The New Countess
In The New Countess, Fay Weldon completes her trilogy (Habits of the House in the U.S., Love and Inheritance in the U.K.) of an upper-class Edwardian family and their servants.
The Earl of Dilberne’s great friend King Edward VII decides to spend a weekend shooting at the Earl’s estate, throwing Lady Isobel into a flurry of major renovations and redecoration. Their daughter Rosina returns from Australia but not to the family home. Minnie and Arthur, meanwhile, have become parents: but American Minnie’s ideas of childcare do not sit well with Lady Isobel or Nanny, and Arthur’s preoccupation with his fledgling automobile business leaves Minnie isolated and unhappy. This is a humorous story, but there is also a strong sense of the changing generations. The younger characters want to live and love differently and more freely than their parents, and for Lady Isobel, in particular, there is a struggle to let go.
Fay Weldon wrote the pilot episode of Upstairs Downstairs and has returned to the period with much wit and aplomb. The trilogy comes to a satisfying and dramatic climax in The New Countess. The twists and turns of the lives and loves of the Dilbernes should appeal to Downton Abbey fans, but readers of Fay Weldon may be assured that although this is a lighthearted tale, serious themes around women’s roles and sex within marriage are as much part of these novels as one might hope for and expect.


Could you please write out each line of the records exactly, minus the pictures?

(Extracted records)

=-=-=

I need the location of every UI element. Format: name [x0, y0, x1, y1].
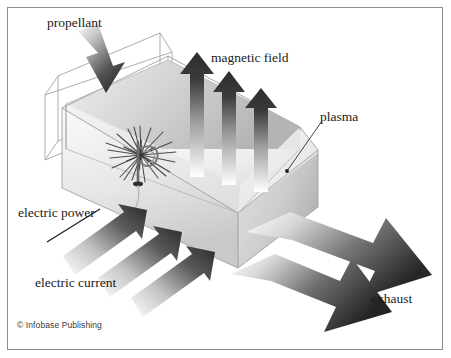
label-propellant: propellant [47, 16, 102, 30]
label-electric-power: electric power [18, 206, 95, 220]
figure-container: propellant magnetic field plasma electri… [0, 0, 451, 358]
magnetic-field-arrows [180, 52, 277, 192]
publisher-credit: © Infobase Publishing [17, 321, 102, 330]
exhaust-arrows [231, 212, 432, 332]
label-plasma: plasma [320, 110, 358, 124]
label-magnetic-field: magnetic field [211, 51, 289, 65]
label-exhaust: exhaust [371, 292, 412, 306]
label-electric-current: electric current [35, 276, 116, 290]
plasma-leader-dot [285, 169, 289, 173]
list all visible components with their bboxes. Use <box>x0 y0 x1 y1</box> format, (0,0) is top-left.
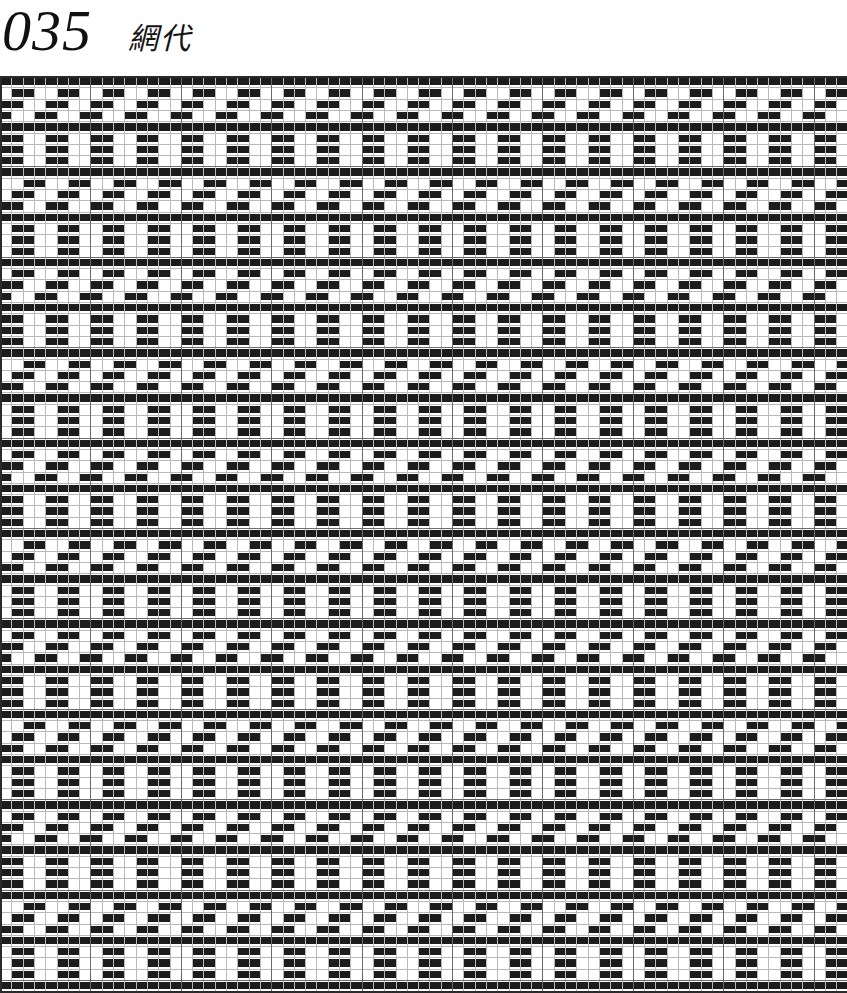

=-=-=

• Solved problem
I need the location of every UI element. Format: name [x0, y0, x1, y1].
label-propellant: propellant [47, 16, 102, 30]
label-electric-power: electric power [18, 206, 95, 220]
figure-container: propellant magnetic field plasma electri… [0, 0, 451, 358]
magnetic-field-arrows [180, 52, 277, 192]
publisher-credit: © Infobase Publishing [17, 321, 102, 330]
exhaust-arrows [231, 212, 432, 332]
label-plasma: plasma [320, 110, 358, 124]
label-magnetic-field: magnetic field [211, 51, 289, 65]
label-exhaust: exhaust [371, 292, 412, 306]
label-electric-current: electric current [35, 276, 116, 290]
plasma-leader-dot [285, 169, 289, 173]
list all visible components with their bboxes. Use <box>x0 y0 x1 y1</box> format, (0,0) is top-left.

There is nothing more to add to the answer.